Dave Hill: London should listen to its own leaders over lifting lockdown

Dave Hill: London should listen to its own leaders over lifting lockdown

Reaction from political and business leaders in the capital to Boris Johnson’s Covid-19 national address last night has been swift and crisp. Sadiq Khan emphasised within minutes that “social distancing measures are still in place” and today has been hammering home his message that the task of overcoming the coronavirus is “far from over“. With equal speed, London Chamber of Commerce & Industry chair Richard Burge offered his “strong and unequivocal advice” to London businesses “not to change your plans for tomorrow”. Why? “You have not been given sufficient information on how to get your employees safely to work, nor how to keep them safe while they are there,” he said.

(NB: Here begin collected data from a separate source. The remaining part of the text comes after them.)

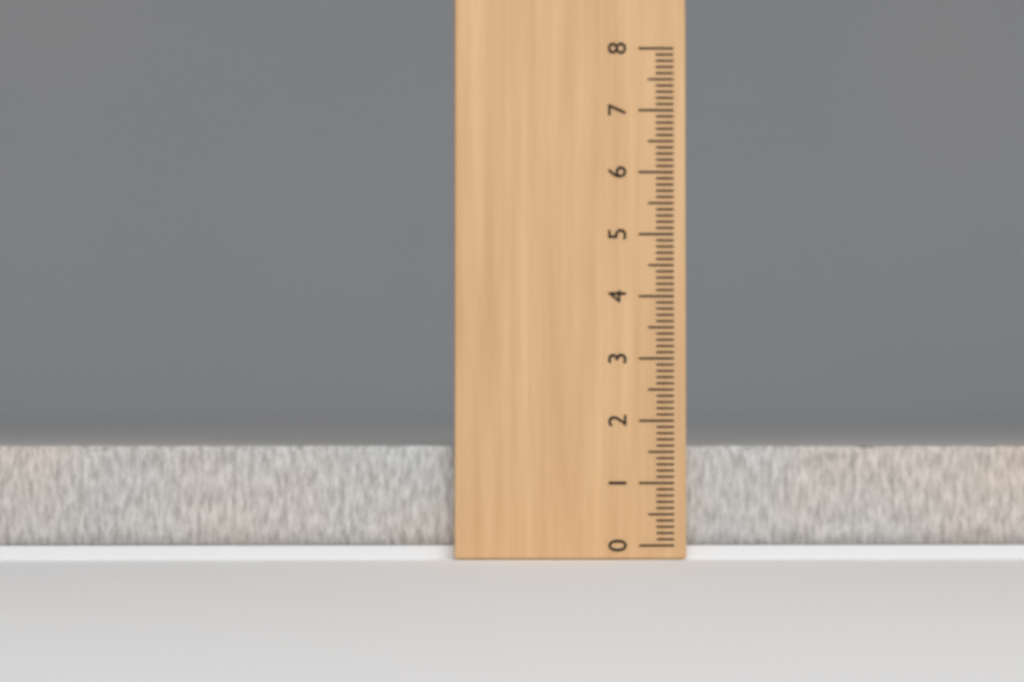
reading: 1.6 (no unit)
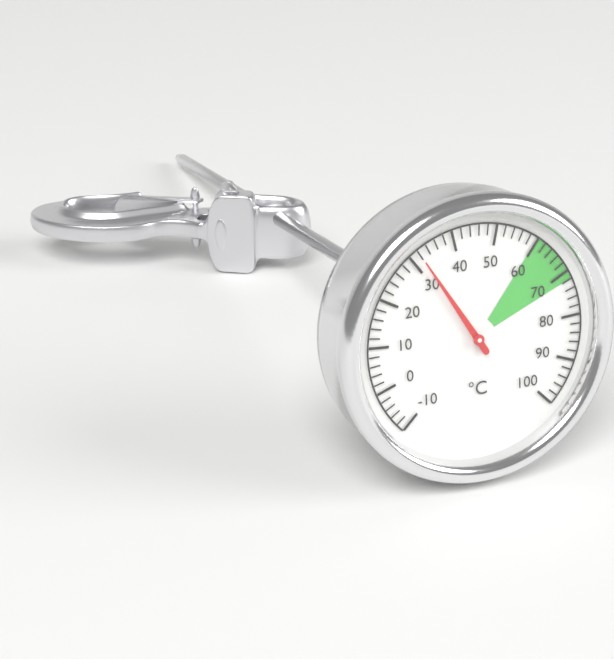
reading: 32 °C
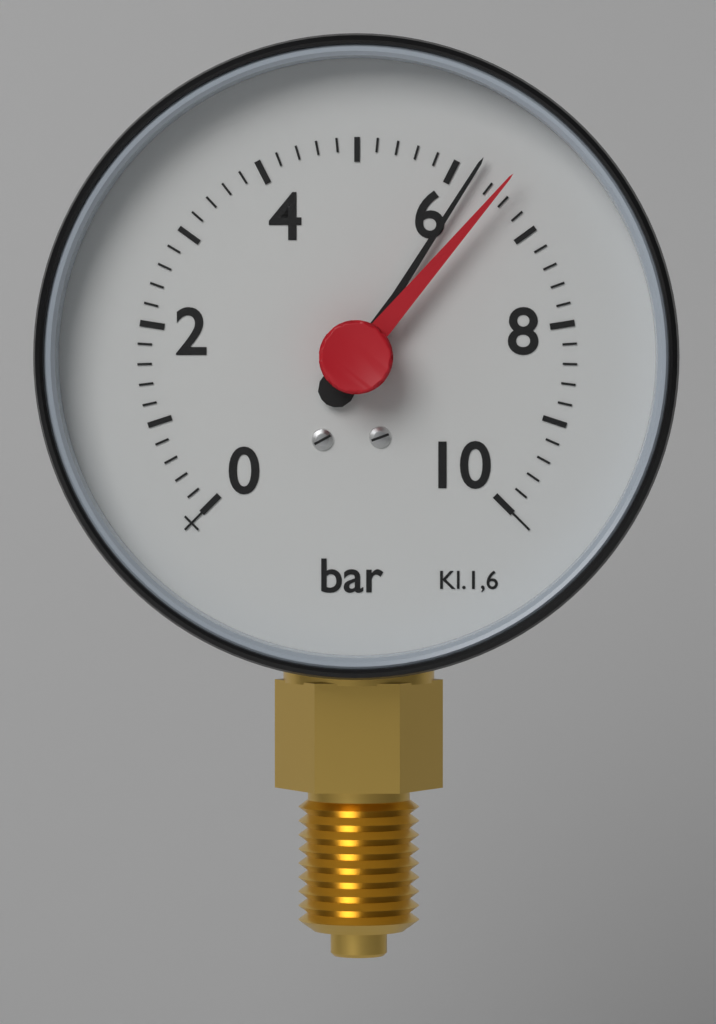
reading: 6.2 bar
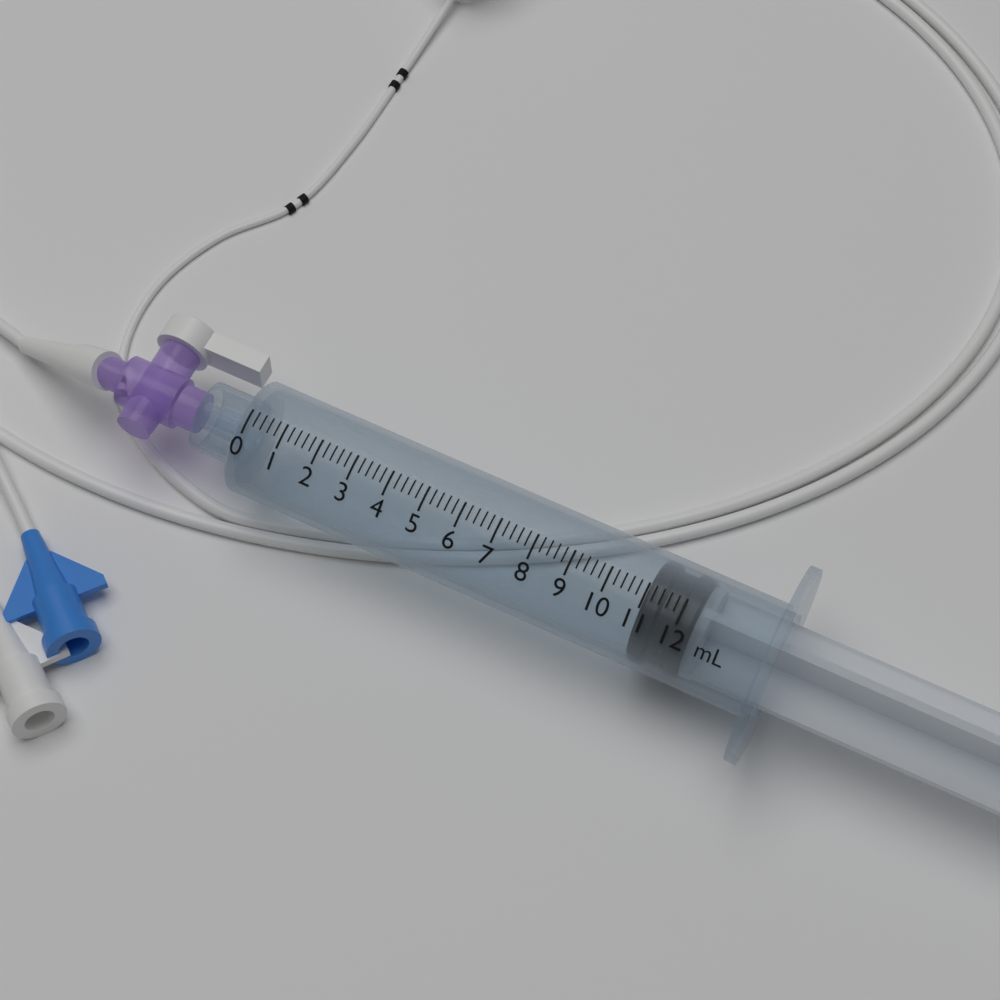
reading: 11.0 mL
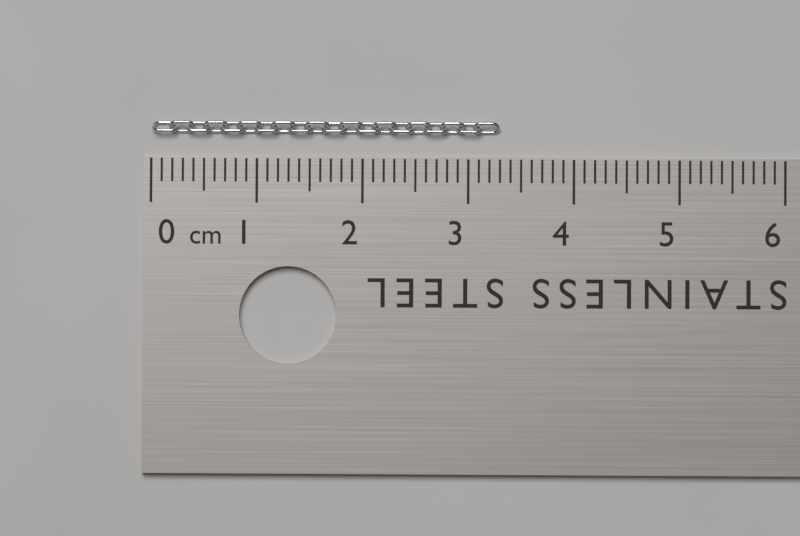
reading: 3.3 cm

The similarity of these reactions from different parts of London’s power structure speaks eloquently of the Prime Minister’s failings. Whatever wise counsel had informed his recipe for easing the UK out of its lockdown was lost in a morass of muddled and mixed messages delivered in the style of an amateur dramatics hack who had failed his Gravitas GCSE. The six members of my households gathered round the telly in the style of a commercial from the 1950s. What we watched was like one of those Monty Python sketches lampooning upper-class twits, except we never got to the funny bits.

We shouldn’t underestimate the difficulty of the PM’s task. The right balance between providing the public with information – and maybe a bit of hope – and not confusing it with too much complexity must be hard to strike at this time, and to get across effectively. But Johnson is a chancer and a rogue, not built for shouldering grave responsibilities.

As London Mayor, his few successes were in dull, difficult areas he was relieved to leave in the hands of more capable people. The rest was showboating, advantage-seeking and rewarding cranks and cronies with jobs they were no good at. His new “stay alert” message is a mess and marks a partial return to his early “send it packing” approach to coping with the virus, when he came across like a scout camp leader rallying the troop to muck in and dig more lavatories. Johnson’s chief asset as a politician is his quick eye for the ridiculous. Sadly, his gargantuan self-belief prevents it being trained upon himself.

Further details of the government’s “outline of a roadmap” for the future are promised but, for now, many Londoners who normally go out to work are beginning their weeks unsure if they should or should not revert to normal commuting, if they will or will not be in trouble if they don’t, and if they should or should not wear face-coverings when on the Tube. At the same time, evidence keeps appearing that people are making judgements about what is acceptable behaviour that are odds with those of some in authority. Hackney Police reported over the weekend that they were “fighting a losing battle in the parks”, with “literally hundreds of people” sitting out, eating and drinking. Who is right and who is wrong?

I am still a bit divided over the “lockdown”. Protecting NHS capacity has certainly made sense, but I can’t shake the feeling that more assiduous protection of those known from the start to be the most vulnerable to the virus and less of a blanket shutdown might have produced a better result in the short term and beyond. Objective judges gently advise that not until we’ve seen a year or more of “excess deaths” data – the number of fatalities above what would normally be expected – can we make meaningful comparisons with what has happened in other nations. And, in the end, if a vaccine doesn’t show up to make us immune, logic suggests that an evolved resilience against the virus within the human herd might indeed be our only hope of stopping it from ruling our lives.

But in the absence of certainty, let us at least have clarity. Londoners are surely seeking some plain advice to guide their decisions about their work, their families and their movement in and around the city, which is so different and distinctive from most of the rest of the UK. Maybe the government’s roadmap will come more into focus in the next few days. Maybe it will boil down to something little different from what the Mayor is saying or will start saying soon. But until the fog surrounding the Prime Minister’s words has cleared, it’s difficult to quarrel with the urgings from the Chamber and from City Hall to do nothing different for the time being.